Thirdly, the cast is magnificent! From the the delightful trio of leading players, through all the supporting character roles and finally, even to bit players and background extras, one seldom discovers a false note.

Set in the glorious 70s, the picture tells the tale of teenager Martin (the mind-numbingly gorgeous and engaging Bill Skarsgård) who lives amidst the chaos of an extremely lower middle class family. His father is severely afflicted with alcoholism. When rarely sober, he is loving and sweet, when under the influence, he's mean, bitter, irrational and abusive. Martin's mother is run ragged trying to keep the family together financially as she maintains a home care service in their cramped quarters.

When Martin is offered the opportunity to join a rich friend at a vacation resort where he'll be offered a terrific summer job, he jumps at the chance (with his mother's blessing) to get out of his stifling situation, but also earn money to help his family.

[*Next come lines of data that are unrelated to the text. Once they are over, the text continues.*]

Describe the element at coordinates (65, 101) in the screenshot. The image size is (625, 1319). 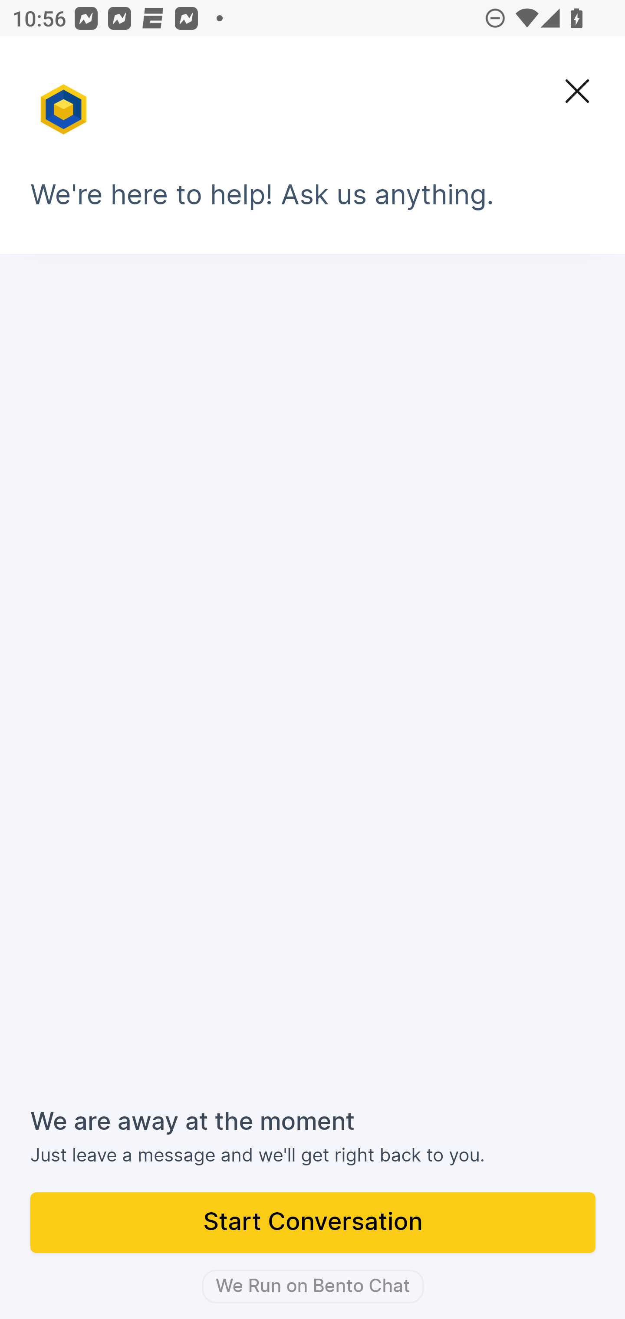
I see `LUMI-ID-Avatar_Transparent-640w` at that location.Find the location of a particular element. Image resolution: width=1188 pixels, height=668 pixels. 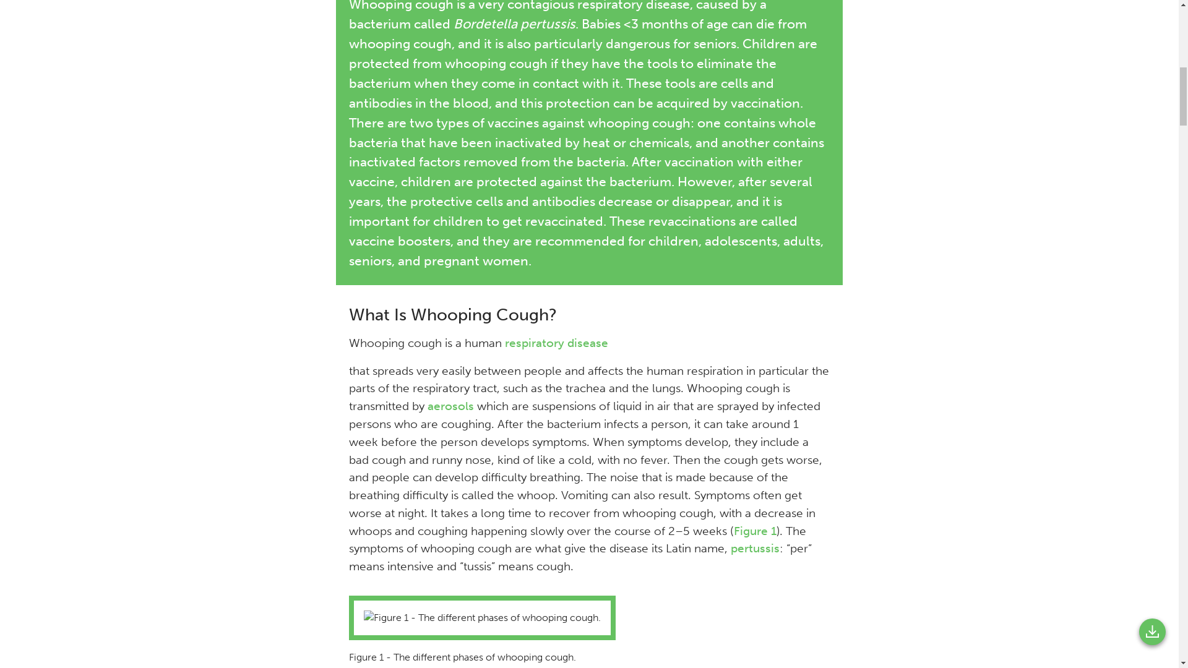

respiratory disease is located at coordinates (557, 343).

Once ensconced at the vacation hideaway, things aren't quite as idyllic as his rich friend suggests they will be. His pal abandons him for his affluent friends, he finds he's not staying in richie-rich's palatial family digs, but in the resort's squalid staff quarters (where he's forced to room with a head-banger drunk) and just when things look up (he actually enjoys his job and meets a beautiful young girl, deftly played by Josefin Ljungman, who likes him as much as he likes her), he commits an error in judgement and gets fired.

As luck would have it, his error in judgement as well as his willingness to own up to it, catch's the eye of the person who fires him, the resort's alternately jovial and cruel manager Gösta (a madly inspired naughty, moustachioed cherub in the form of Peter Dalle), who takes the lad under his wing and slowly introduces him to his secret world of criminal activity.

Money, adventure, danger and romance soon follow, but not without paying a price.

What I loved most about Holmes's film is the careful manner in which he compares and contrasts the lives of the "haves" and "have-nots" - especially in terms of what they both need to do in order to maintain a living. The "have-nots" do all the dirty work, but the "haves" are even dirtier - they just hide it a whole lot better.

This is something that will certainly strike a chord with movie-goers and I, for one, will be shocked if this film isn't eventually remade by Hollywood for the English-speaking marketplace.

Even if it is, I trust it will hardly be better than what Hannes Holmes has rendered - a fun and original entertainment!